The shipment of vaccines comes three weeks after the World Health Organization declared the outbreak in 12 African countries a global emergency.
The European Union, through its health emergencies agency HERA, has donated 100,000 doses of the MVA-BN vaccine, manufactured by the Danish company Bavarian Nordic, donated by the European Union.
Another 100,000 doses are expected to be delivered on Saturday, according to Congolese authorities.
UNICEF is set to be responsible for the vaccination campaign in most of the affected areas, Congo’s health minister Roger Kamba told reporters after receiving the vaccine. But it is still unclear when actual vaccinations will begin.
Western partners, such as the European Union and the United States, have promised about 380,000 doses of the vaccine, the head of the Africa Centers for Disease Control and Prevention, Jean Kasia, told reporters last week.
That represents less than 15 percent of the 3 million doses that authorities said were needed to stem the outbreak in Congo, the epicenter of the global emergency.
Monkeypox had been circulating mostly undiagnosed in Africa for years, but the disease has spread to more than 70 countries in 2022, the head of the World Health Organization’s monkeypox emergency committee, Demi Ogwenya, said last month.
Monkeypox is an infectious disease caused by a virus that is transmitted to humans from infected animals, but can also be transmitted between humans through close physical contact. It causes fever, muscle aches, rashes, and sores.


■ **THE TASK**
After reading the data below, copy out every line that contains the word "icon".

'''

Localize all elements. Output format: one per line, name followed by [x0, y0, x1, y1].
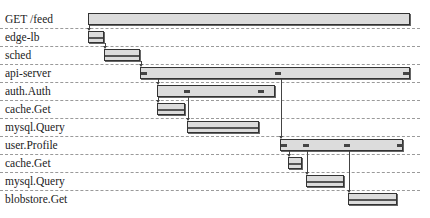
- span-stripe: [105, 55, 139, 57]
- span-bar[interactable]: [187, 121, 259, 133]
- span-label: sched: [5, 48, 31, 62]
- span-label: GET /feed: [5, 12, 53, 26]
- parent-link: [281, 79, 282, 137]
- span-bar[interactable]: [88, 31, 104, 43]
- span-tick: [184, 90, 190, 93]
- span-stripe: [289, 163, 301, 165]
- span-tick: [275, 72, 281, 75]
- parent-link: [307, 151, 308, 173]
- span-label: api-server: [5, 66, 51, 80]
- span-bar[interactable]: [104, 49, 140, 61]
- span-bar[interactable]: [88, 13, 410, 25]
- arrow-down-icon: [186, 118, 190, 121]
- span-stripe: [89, 37, 103, 39]
- arrow-down-icon: [287, 154, 291, 157]
- span-stripe: [307, 181, 343, 183]
- span-label: edge-lb: [5, 30, 39, 44]
- span-label: cache.Get: [5, 102, 51, 116]
- row-separator: [0, 154, 420, 155]
- span-bar[interactable]: [280, 139, 403, 151]
- span-bar[interactable]: [288, 157, 302, 169]
- span-label: auth.Auth: [5, 84, 51, 98]
- span-label: blobstore.Get: [5, 192, 67, 206]
- row-separator: [0, 100, 420, 101]
- span-tick: [141, 72, 147, 75]
- arrow-down-icon: [305, 172, 309, 175]
- span-tick: [303, 144, 309, 147]
- span-tick: [258, 90, 264, 93]
- span-label: cache.Get: [5, 156, 51, 170]
- parent-link: [349, 151, 350, 191]
- span-tick: [403, 72, 409, 75]
- row-separator: [0, 136, 420, 137]
- span-tick: [344, 144, 350, 147]
- arrow-down-icon: [139, 64, 143, 67]
- arrow-down-icon: [156, 82, 160, 85]
- span-tick: [397, 144, 403, 147]
- row-separator: [0, 172, 420, 173]
- row-separator: [0, 190, 420, 191]
- span-stripe: [158, 109, 184, 111]
- arrow-down-icon: [156, 100, 160, 103]
- span-stripe: [349, 199, 396, 201]
- arrow-down-icon: [103, 46, 107, 49]
- span-bar[interactable]: [157, 85, 275, 97]
- span-label: mysql.Query: [5, 174, 65, 188]
- row-separator: [0, 118, 420, 119]
- span-stripe: [188, 127, 258, 129]
- arrow-down-icon: [347, 190, 351, 193]
- span-label: user.Profile: [5, 138, 58, 152]
- span-bar[interactable]: [157, 103, 185, 115]
- span-label: mysql.Query: [5, 120, 65, 134]
- span-bar[interactable]: [140, 67, 410, 79]
- row-separator: [0, 28, 420, 29]
- parent-link: [188, 97, 189, 119]
- arrow-down-icon: [87, 28, 91, 31]
- span-bar[interactable]: [306, 175, 344, 187]
- row-separator: [0, 46, 420, 47]
- arrow-down-icon: [279, 136, 283, 139]
- row-separator: [0, 82, 420, 83]
- row-separator: [0, 64, 420, 65]
- span-tick: [281, 144, 287, 147]
- span-bar[interactable]: [348, 193, 397, 205]
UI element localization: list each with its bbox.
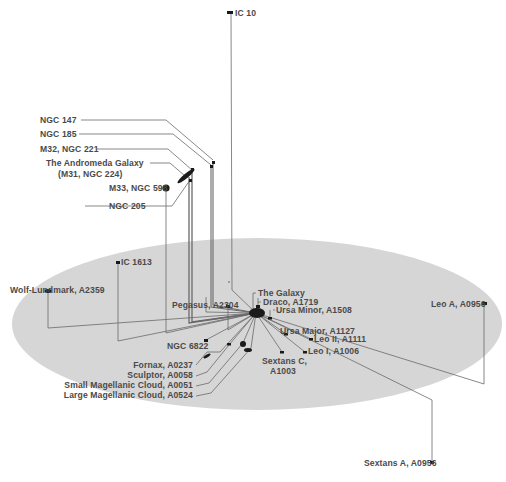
label-sculptor: Sculptor, A0058: [100, 371, 193, 380]
milky-way-marker: [249, 308, 265, 318]
label-sextans-c-line2: A1003: [262, 367, 304, 376]
sculptor-marker: [227, 343, 231, 346]
label-ngc205: NGC 205: [109, 202, 146, 211]
label-sextans-a: Sextans A, A0956: [364, 459, 437, 468]
label-ngc185: NGC 185: [40, 130, 77, 139]
lmc-marker: [244, 348, 252, 352]
ursa-minor-marker: [268, 317, 272, 320]
label-leo1: Leo I, A1006: [308, 347, 359, 356]
label-m32: M32, NGC 221: [40, 145, 99, 154]
label-leo2: Leo II, A1111: [314, 335, 366, 344]
label-wolf-lundmark: Wolf-Lundmark, A2359: [10, 286, 105, 295]
leo2-marker: [309, 338, 313, 341]
smc-marker: [240, 341, 246, 347]
andromeda-marker: [176, 167, 196, 185]
local-group-diagram: IC 10 NGC 147 NGC 185 M32, NGC 221 The A…: [0, 0, 506, 482]
ic1613-marker: [116, 261, 120, 264]
label-leo-a: Leo A, A0956: [431, 300, 486, 309]
draco-marker: [256, 305, 260, 308]
label-ic10: IC 10: [235, 9, 256, 18]
ngc185-marker: [210, 165, 213, 168]
label-smc: Small Magellanic Cloud, A0051: [30, 381, 193, 390]
label-ngc147: NGC 147: [40, 116, 77, 125]
leo1-marker: [303, 351, 307, 354]
diagram-graphics: [0, 0, 506, 482]
label-pegasus: Pegasus, A2304: [172, 301, 239, 310]
label-lmc: Large Magellanic Cloud, A0524: [30, 391, 193, 400]
ngc147-marker: [212, 161, 215, 164]
label-ngc6822: NGC 6822: [167, 342, 208, 351]
ic10-marker: [227, 11, 233, 14]
label-andromeda-line1: The Andromeda Galaxy: [46, 159, 144, 168]
label-fornax: Fornax, A0237: [100, 361, 193, 370]
label-ursa-minor: Ursa Minor, A1508: [276, 306, 352, 315]
sextans-c-marker: [280, 351, 284, 354]
label-sextans-c-line1: Sextans C,: [262, 357, 304, 366]
label-m33: M33, NGC 598: [109, 184, 168, 193]
ngc205-marker: [189, 179, 192, 182]
label-andromeda-line2: (M31, NGC 224): [58, 170, 122, 179]
label-ic1613: IC 1613: [121, 258, 152, 267]
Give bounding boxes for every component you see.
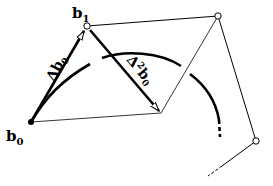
label-b0: b0 <box>6 127 24 147</box>
label-b1: b1 <box>72 4 89 24</box>
point-b0 <box>28 119 34 125</box>
point-b3 <box>253 138 259 144</box>
curve-arc-part3 <box>190 74 219 120</box>
edge-b3-continue <box>222 141 256 166</box>
edge-mid-b2 <box>161 16 218 113</box>
point-b2 <box>215 13 221 19</box>
edge-b3-continue-dashed <box>208 166 222 176</box>
curve-arc-dashed <box>219 120 220 137</box>
svg-text:Δ2b0: Δ2b0 <box>122 52 157 89</box>
bezier-diagram: b1 b0 Δb0 Δ2b0 <box>0 0 273 186</box>
edge-b1-b2 <box>87 16 218 26</box>
edge-b0-mid <box>31 113 161 122</box>
edge-b2-b3 <box>218 16 256 141</box>
label-delta2-b0: Δ2b0 <box>122 52 157 89</box>
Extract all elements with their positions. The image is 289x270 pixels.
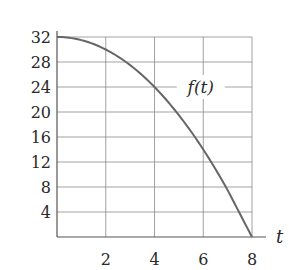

'''

■ **WRITTEN ANSWER**
- arrow-down-icon: [186, 118, 190, 121]
- arrow-down-icon: [287, 154, 291, 157]
- arrow-down-icon: [305, 172, 309, 175]
- arrow-down-icon: [139, 64, 143, 67]
- arrow-down-icon: [156, 82, 160, 85]
- arrow-down-icon: [156, 100, 160, 103]
- arrow-down-icon: [103, 46, 107, 49]
- arrow-down-icon: [347, 190, 351, 193]
- arrow-down-icon: [87, 28, 91, 31]
- arrow-down-icon: [279, 136, 283, 139]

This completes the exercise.